» **EXERCISE INSTRUCTIONS**: Repeat word for word every line of the data below, from the first through the line containing "This screenshot has width=787, height=443.", and stop there.

Start of Block

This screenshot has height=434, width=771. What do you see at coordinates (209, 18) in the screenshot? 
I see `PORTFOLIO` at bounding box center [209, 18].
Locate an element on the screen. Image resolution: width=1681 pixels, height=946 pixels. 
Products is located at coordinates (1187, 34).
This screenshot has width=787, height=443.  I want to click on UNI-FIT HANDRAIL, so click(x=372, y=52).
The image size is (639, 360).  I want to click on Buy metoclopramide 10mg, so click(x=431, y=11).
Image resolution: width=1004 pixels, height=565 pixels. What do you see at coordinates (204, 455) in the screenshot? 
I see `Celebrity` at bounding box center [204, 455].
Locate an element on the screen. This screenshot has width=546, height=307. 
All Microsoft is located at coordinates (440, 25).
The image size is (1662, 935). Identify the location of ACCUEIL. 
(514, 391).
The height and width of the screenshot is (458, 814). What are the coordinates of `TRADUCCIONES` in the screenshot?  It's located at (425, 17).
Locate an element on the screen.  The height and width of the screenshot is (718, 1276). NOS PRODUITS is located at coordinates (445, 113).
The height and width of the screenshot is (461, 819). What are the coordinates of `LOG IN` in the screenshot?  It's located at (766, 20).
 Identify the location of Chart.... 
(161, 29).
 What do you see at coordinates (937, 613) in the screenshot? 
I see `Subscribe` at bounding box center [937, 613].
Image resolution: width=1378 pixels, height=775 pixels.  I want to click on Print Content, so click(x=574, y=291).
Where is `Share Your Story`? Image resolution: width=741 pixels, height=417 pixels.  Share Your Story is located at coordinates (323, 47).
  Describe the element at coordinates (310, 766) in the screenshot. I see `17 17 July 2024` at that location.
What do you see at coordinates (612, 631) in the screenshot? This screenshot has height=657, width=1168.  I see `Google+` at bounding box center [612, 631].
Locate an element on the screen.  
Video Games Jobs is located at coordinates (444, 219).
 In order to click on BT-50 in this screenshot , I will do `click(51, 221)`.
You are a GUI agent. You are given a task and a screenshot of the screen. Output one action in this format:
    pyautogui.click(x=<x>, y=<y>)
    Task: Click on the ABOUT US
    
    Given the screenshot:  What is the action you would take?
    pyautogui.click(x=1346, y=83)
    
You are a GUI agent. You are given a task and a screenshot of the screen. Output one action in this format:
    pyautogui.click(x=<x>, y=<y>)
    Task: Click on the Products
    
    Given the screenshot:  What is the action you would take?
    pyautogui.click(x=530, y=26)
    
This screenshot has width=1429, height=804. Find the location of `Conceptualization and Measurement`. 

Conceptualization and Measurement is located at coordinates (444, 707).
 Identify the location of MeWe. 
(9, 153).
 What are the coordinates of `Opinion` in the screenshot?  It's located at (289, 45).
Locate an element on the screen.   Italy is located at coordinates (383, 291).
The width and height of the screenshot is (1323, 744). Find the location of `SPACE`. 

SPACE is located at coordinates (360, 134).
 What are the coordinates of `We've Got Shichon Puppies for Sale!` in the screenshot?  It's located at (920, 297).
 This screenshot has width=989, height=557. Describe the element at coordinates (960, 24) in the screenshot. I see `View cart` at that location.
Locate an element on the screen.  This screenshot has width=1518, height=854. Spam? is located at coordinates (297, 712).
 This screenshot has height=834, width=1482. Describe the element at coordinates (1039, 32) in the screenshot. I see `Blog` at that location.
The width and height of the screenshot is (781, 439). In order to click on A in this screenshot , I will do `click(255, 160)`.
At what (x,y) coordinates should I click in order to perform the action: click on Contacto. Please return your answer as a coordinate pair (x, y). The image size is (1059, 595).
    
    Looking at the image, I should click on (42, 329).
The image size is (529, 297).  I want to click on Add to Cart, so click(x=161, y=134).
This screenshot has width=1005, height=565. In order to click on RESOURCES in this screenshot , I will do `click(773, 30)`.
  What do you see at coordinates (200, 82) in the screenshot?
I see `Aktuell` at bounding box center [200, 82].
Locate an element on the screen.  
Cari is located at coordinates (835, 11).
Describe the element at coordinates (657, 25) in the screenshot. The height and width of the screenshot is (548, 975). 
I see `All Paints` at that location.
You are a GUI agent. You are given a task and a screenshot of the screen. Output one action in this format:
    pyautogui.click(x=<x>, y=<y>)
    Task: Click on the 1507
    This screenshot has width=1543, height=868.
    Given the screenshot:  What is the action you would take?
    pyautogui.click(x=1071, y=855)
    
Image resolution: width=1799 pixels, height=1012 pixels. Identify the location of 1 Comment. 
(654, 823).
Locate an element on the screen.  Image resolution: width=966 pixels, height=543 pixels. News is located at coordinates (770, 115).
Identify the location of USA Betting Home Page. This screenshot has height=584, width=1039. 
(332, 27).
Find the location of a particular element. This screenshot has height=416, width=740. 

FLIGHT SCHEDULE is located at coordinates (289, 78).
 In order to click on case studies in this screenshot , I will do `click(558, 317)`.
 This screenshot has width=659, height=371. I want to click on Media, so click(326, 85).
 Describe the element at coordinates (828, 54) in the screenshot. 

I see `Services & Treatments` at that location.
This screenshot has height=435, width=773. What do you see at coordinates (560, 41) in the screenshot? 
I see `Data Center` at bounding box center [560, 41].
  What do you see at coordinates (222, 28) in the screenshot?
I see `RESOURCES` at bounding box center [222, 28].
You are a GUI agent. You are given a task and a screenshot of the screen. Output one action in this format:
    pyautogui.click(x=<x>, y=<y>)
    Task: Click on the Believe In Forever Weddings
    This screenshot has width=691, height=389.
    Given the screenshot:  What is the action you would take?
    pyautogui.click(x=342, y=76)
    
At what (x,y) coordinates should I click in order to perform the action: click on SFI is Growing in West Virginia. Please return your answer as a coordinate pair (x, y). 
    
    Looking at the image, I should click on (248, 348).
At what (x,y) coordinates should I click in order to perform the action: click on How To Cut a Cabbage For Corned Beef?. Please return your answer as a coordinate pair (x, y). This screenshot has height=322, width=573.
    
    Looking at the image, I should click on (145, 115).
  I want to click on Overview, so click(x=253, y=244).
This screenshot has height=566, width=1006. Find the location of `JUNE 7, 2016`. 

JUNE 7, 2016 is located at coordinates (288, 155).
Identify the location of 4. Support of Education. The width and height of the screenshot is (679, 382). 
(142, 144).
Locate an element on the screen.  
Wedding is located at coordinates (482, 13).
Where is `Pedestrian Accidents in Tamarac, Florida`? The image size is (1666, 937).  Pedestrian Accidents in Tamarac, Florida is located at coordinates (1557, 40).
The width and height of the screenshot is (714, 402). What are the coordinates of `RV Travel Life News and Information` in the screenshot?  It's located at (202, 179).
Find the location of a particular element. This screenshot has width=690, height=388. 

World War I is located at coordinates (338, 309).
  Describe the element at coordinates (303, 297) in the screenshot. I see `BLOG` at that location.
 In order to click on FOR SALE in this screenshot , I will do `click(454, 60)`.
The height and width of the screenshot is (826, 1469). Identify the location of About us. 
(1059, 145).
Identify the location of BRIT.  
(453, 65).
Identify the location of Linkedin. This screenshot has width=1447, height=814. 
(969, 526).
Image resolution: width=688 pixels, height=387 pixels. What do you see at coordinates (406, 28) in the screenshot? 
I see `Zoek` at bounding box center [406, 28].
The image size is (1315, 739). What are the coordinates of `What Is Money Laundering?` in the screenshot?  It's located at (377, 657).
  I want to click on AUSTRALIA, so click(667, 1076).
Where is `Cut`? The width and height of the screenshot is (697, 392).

End of Block

» **REPLY**:
This screenshot has height=434, width=771. What do you see at coordinates (209, 18) in the screenshot? 
I see `PORTFOLIO` at bounding box center [209, 18].
Locate an element on the screen. Image resolution: width=1681 pixels, height=946 pixels. 
Products is located at coordinates (1187, 34).
This screenshot has width=787, height=443.  I want to click on UNI-FIT HANDRAIL, so click(x=372, y=52).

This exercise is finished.